As I mentioned in a previous post, last week I attended to the Eclipse Banking Day in London. It was an enriching experience for me, not only in terms of speaking in a foreign language in front of large crowd but also seeing what other financial institutions are doing with Eclipse. I also met great people, during and after the event, so, who could ask for more? It was a really great event!

Most of the presentations are now available on the event wiki page. I encourage you to take a look to some of them. Anyway, here there are some few personal thoughts about the presentations:

  • Mike Milinkovich shared with us the Eclipse Foundation vision towards collaborative software development of tomorrow.
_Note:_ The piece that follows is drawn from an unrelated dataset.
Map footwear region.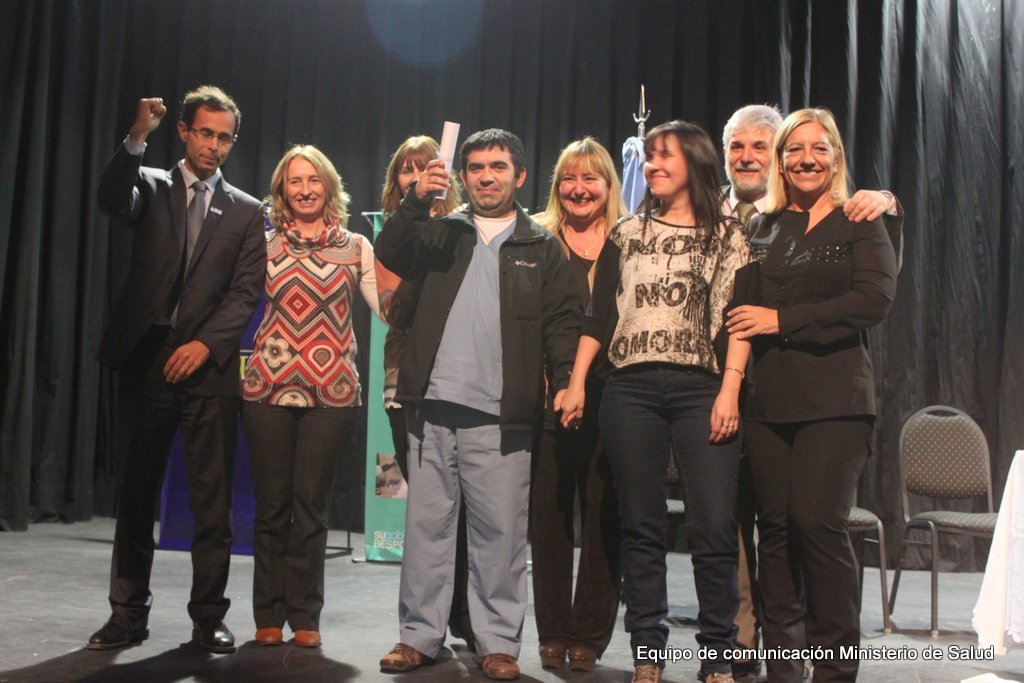
Mapped to bbox(730, 649, 769, 682).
He explained that in 3 years banks will collaborate on a common platform, where Eclipse could play a key role, and therefore banks will be able to focus all of their possible energies on what really provides them a competitive differentiation. I really wish it happens, but even though we have started seeing some proposals/incubators projects, like Financial Platform or Open Financial Market Platform, I believe we will spend a few more years before it becomes mainstream. Hopefully I’m wrong!
  • It was also great to share a picture slide with Mike. The maturity model for OSS adoption is a great indicator of OSS engagement, not just for ISV’s but also for enterprises.
  • Mike also introduced e4, the next generation of Eclipse, and its 3 key architecturals goals: Eclipse platform as services, modeled and declarative UI, and SWT for the web. Related to the last one, have you ever wondered how the Eclipse IDE could look like if it was a browser-based? well, then take a look at this post. Sounds interesting, isn’t it?
  • Neil Bartlett did a great talk about OSGI. I liked the Stackless Stack reference.
  • Damm, I missed Tas Frangoullides’s presentation about MDD and SOA at Barclays. For what I have seen on the slides, it sounds like a really interesting initiative.
  • Miles Daffin, from Morgan Stanley, talked about provisioning in a large environment and some really strong installation policies. This is a great topic, because most of the big enterprises share the same requirements from the IT security guys, albeit we usually don’t discuss them in public: no downloads from Internet, no unapproved software installations, … So Miles’s talk about how they solved these requirements was really worth. And I totally agree him regarding provisioning: “Eclipse is not designed with enterprise users in mind”. So … lots of work for the P2 folks!
  • Jeremy Nelson explained J.P. Morgan’s OneBench platform for trading applications based on Eclipse RCP. It was really great, but … wish he had included some pictures about the platfom.
  • Sven Efftinge‘s presentation was about DSL frameworks and tools. He introduced the Eclipse modelling stack and he showed a real external DSL implementation using TMF Xtext and GMF. There are few DSL real examples that becomes public, so it is always a pleasure when someone explains one of them in a event. These guys from itemis are doing an incredible job.
  • And the last one, Ferran Rodenas talked about la Caixa’s software factory approach using Domain Specific Modeling Languages. His talk was … well, we could summarize it as he did what he could! 🙂

And that’s all folks. Any other attendees would like to share their thoughts?